We needed cannibals to give us a word to describe our behavior, so how "civilized" are we, really? We do things differently from those cannibals, on the su**ce, but is the nature of what we do all that different? We don't cook each other for ceremonial dinners, at least not physically (though therapists can testify that our ceremonial seasons, like Christmas and Thanksgiving, draw lots of business--something's cooking). But we stockpile weapons that can cook the entire world, and we organize our national priorities around their "necessity," and it's a national political taboo to seriously cut spending for those planetcookers. If that's "progress," it's lost on me. In China it's taboo to be a Christian, in Israel it's taboo to be a Moslem, in Syria it's taboo to be a Jew, in much of the United States it's still taboo to be an atheist, while in American academia it's taboo to be deeply religious. Our headlines are full of this stuff. So it's hardly surprising that a cannibal's word still describes much of our behavior.

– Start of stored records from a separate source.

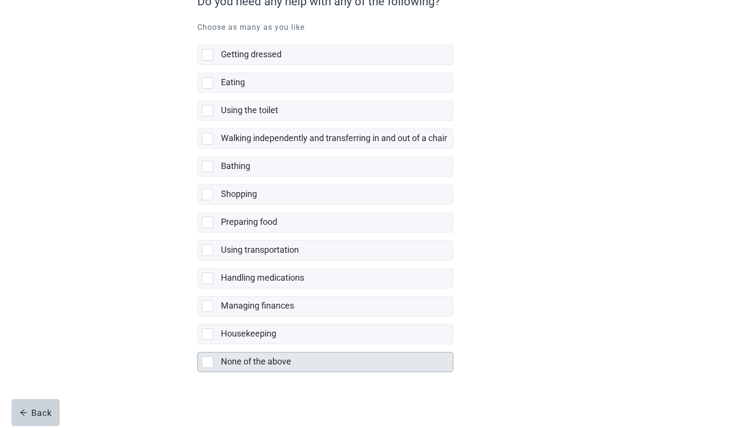  Describe the element at coordinates (249, 110) in the screenshot. I see `label: Using the toilet` at that location.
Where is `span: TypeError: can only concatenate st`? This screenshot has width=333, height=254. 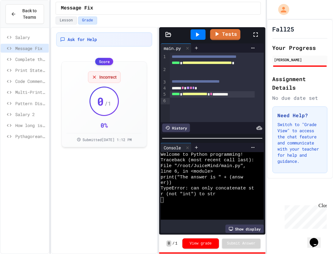
span: TypeError: can only concatenate st is located at coordinates (207, 188).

I'm not denying the necessity of every society to set limits and invent taboos (some rational, some not) simply in order to get on with the day--and to try to contain the constant, crazy, never-to-be-escaped longings that blossom in our sleep and distract or compel us while awake. Such longings are why even a comparatively tiny desert tribe like the ancient Hebrews needed commandments and laws against coveting each other's wives, stealing, killing, committing in-cest. That tribe hadn't seen violent, sexy movies, hadn't listened to rock `n' roll, hadn't been bombarded with ads featuring half-naked models, and hadn't watched too much TV. They didn't need to. Like us, they had their hearts, desires, and dreams to instruct them how to be very, very naughty. The taboo underlying all others is that we must not live by the dictates of our irrational hearts--as though we haven't forgiven each other, or ourselves, for having hearts.

If there's a taboo against something, it's usually because a considerable number of people desire to do it. The very taboos that are employ to protect us from each other and ourselves, are a map of our secret natures. When you know a culture's taboos (or an individual's, or a family's) you know its secrets--you know what it really wants.

FAVORITE TABOOS

It's hard to keep a human belling from his or her desire, taboo or not. We've always been very clever, very resourceful, when it comes to sneaking around our taboos. The Aztecs killed virgins and I called it religion. The Europeans enslaved blacks and called it economics. Americans tease each other sexually and call it fashion.

If we can't kill and screw and steal and betray to our heart's desire, and, in general, violate every taboo in sight--well, we can at least watch other people do it. Or read about it. Or listen to it. As we have done, since ancient times, through every form of religion and entertainment. The appeal of taboos and our inability to escape our longing for transgression (whether or not we ourselves transgress) are why so many people who call themselves honest and law-abiding spend so much time with movies, O p e r as, soaps, garish trials, novels, songs, Biblical tales, tribal myths, folk stories, and Shakespeare--virlually all of which, both the great and the trivial, are about those who dare to violate taboos. It's a little unsettling when you think about it: the very stuff we say we most object to is the fundamental material of what we call culture.